Land's end

The white clouds broke themselves off into little pieces so that I could think about the light and dark of things and decide for myself which aspect was better suited to my way of life.

Of the two pictures of the same thing, I prefer the pale one in which the foreground is clearer and I can see where I'm going.

Because I am who I am no one's gone before me and no one will come after.

I can't believe I was ever a Christian, but I suppose at the time I was Christian I didn't know what I was. I think I know what I am now. I'm a Greek, or someone between a Greek and a Hindu.
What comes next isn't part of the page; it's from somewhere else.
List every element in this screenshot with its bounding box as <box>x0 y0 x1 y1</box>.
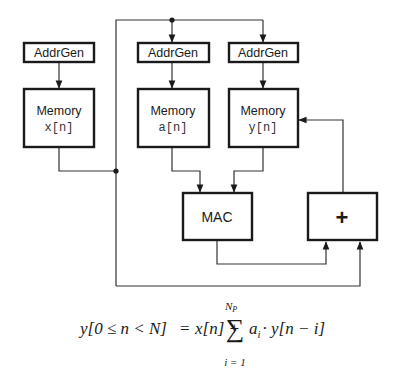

There's a great line in Lampedusa's, "The Leopard": "If we want things to stay as they are, things will have to change." It's such a beautiful book about the past, written by a man who is living in it as if it is the present. I'm reading it very slowly, not wanting it to end.

The man who told Elvis Presley that he'd "never make it as a singer" died the other day. His name was Eddie Bond, a singer himself. What would it be like to have said something like that and to have to live with what you'd said the rest of your life, knowing you might have been right if things had turned out differently?

While I walk Land's End, an image from a William Stafford poem comes to me out of nowhere: that in life I don't want much to happen. Those aren't the words exactly--they're close--but convey the sense of the thing. I think I know what Stafford is saying.